I Lost Her At The Post Office

by

06/04/2006

93 4th Ave, NY, NY 10003

Neighborhood: East Village

Four years ago, my best friend Pauline moved from San Francisco to New York. Like so many bright young women before her, she moved here to become a writer, to have a snazzier life, to get away from her parents. I did the same thing the year before, and so she stayed with me for a few weeks.

Her first weekend in the city, I accompanied her to my local post office–the grand turn-of-the-century beaux-arts building that wraps around the corner of Fourth Avenue and 11th Street. There were some packages waiting for her there, so I left her in the east corner of the vast lobby, to wait for someone to get them for her while I bought stamps. About three minutes later I went back to the line she was in–certainly less time than it would take for her to reach the font of the line, present I.D., and retrieve the boxes–and she was gone. She wasn’t in line, she wasn’t where I had just been by the stamp machine, and she wasn’t outside.

My first thought was that some grimy civil servant had taken my lovely, guileless Northern California desert flower of a friend and stashed her among the shelves of “packages too large for box.” I became agitated, I started to describe Pauline to the other people in line and even to the wacko Unabomber wannabe affixing individual two cent stamps onto a hoary looking package. No one had seen her. Did she think that this was what New Yorkers did–accompany their friends on dreary daytime errands and then wordlessly slip away? To have a drink? At 1:00 p.m. on a Saturday?

She wasn’t outside. I rehearsed the inevitable phone call to her mother: “Mrs. O’Connor, we went to the post office together (yes, I swear, the post office) and I went to buy stamps (yes, stamps) and she went to pick up a package (some clothes, yes, and some bedding) and then she just disappeared. I promise I looked everywhere, I even asked. No they didn’t announce her name over the loudspeaker. No, New York post offices, don’t have loudspeakers.”

I walked home. I was sure that I had lost her. The theme from All That Jazz came into my mind–with that song and the image of all of Broadway’s future stars–each one the Chita Rivera of their hometown–bushwhacking their way through the NY streets to get to the career-making audition of their lives. That is why Pauline moved here, to join the chorus, not to die on my watch.

I arrived at my apartment. She was out front, wondering where I had gone. I was furious–spanking her was out of the question so I screamed: “Where did you go? You could have been killed? Why did you do that to me?”

She responded, “God, is this what this city has done to you?”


ASSIGNED TASK: Going through the entries, how many lines include the string "employees"? Answer only with the number.

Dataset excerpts
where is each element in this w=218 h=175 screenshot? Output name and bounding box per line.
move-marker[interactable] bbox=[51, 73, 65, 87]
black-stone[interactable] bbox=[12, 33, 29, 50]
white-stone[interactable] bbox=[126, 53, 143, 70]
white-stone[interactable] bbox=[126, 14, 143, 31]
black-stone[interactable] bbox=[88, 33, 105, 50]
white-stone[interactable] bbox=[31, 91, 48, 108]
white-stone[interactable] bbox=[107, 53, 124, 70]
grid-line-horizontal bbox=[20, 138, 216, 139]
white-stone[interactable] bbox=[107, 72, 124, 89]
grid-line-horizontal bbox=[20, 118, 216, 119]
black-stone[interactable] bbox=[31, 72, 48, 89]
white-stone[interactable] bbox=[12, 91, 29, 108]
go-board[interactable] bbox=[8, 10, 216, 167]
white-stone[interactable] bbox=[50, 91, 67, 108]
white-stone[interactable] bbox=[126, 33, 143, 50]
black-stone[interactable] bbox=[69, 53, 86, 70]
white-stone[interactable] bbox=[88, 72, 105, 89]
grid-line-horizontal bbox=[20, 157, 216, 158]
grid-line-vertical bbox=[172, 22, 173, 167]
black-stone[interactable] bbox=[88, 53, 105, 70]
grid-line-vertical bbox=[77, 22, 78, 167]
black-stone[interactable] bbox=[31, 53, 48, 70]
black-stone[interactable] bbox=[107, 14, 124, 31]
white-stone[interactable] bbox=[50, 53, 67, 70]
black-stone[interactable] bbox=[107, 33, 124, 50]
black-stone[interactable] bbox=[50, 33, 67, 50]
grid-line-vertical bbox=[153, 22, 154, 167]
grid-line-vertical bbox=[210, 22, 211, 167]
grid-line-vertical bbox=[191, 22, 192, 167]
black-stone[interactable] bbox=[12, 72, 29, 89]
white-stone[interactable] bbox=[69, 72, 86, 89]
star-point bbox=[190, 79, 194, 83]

...

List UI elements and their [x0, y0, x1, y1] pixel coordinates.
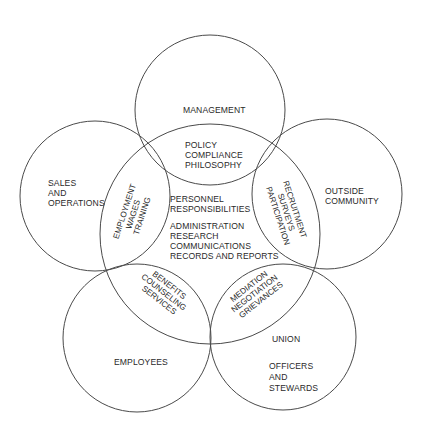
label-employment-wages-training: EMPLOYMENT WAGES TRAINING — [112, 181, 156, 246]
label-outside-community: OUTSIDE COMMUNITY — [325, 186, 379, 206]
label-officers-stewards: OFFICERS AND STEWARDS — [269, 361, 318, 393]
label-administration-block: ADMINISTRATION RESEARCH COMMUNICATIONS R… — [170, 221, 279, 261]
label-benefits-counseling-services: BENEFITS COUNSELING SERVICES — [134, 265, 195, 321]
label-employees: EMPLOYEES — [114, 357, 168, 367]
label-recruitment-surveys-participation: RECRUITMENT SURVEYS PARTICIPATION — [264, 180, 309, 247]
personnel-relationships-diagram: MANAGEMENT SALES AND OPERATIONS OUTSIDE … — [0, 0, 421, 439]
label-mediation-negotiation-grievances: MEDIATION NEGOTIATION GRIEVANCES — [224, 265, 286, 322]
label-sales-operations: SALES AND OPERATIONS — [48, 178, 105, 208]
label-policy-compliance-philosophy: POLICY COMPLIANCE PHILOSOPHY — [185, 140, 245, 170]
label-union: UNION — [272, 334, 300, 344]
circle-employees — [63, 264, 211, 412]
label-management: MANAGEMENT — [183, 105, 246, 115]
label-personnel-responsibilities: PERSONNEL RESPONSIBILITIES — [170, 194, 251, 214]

WORKED SOLUTION: 2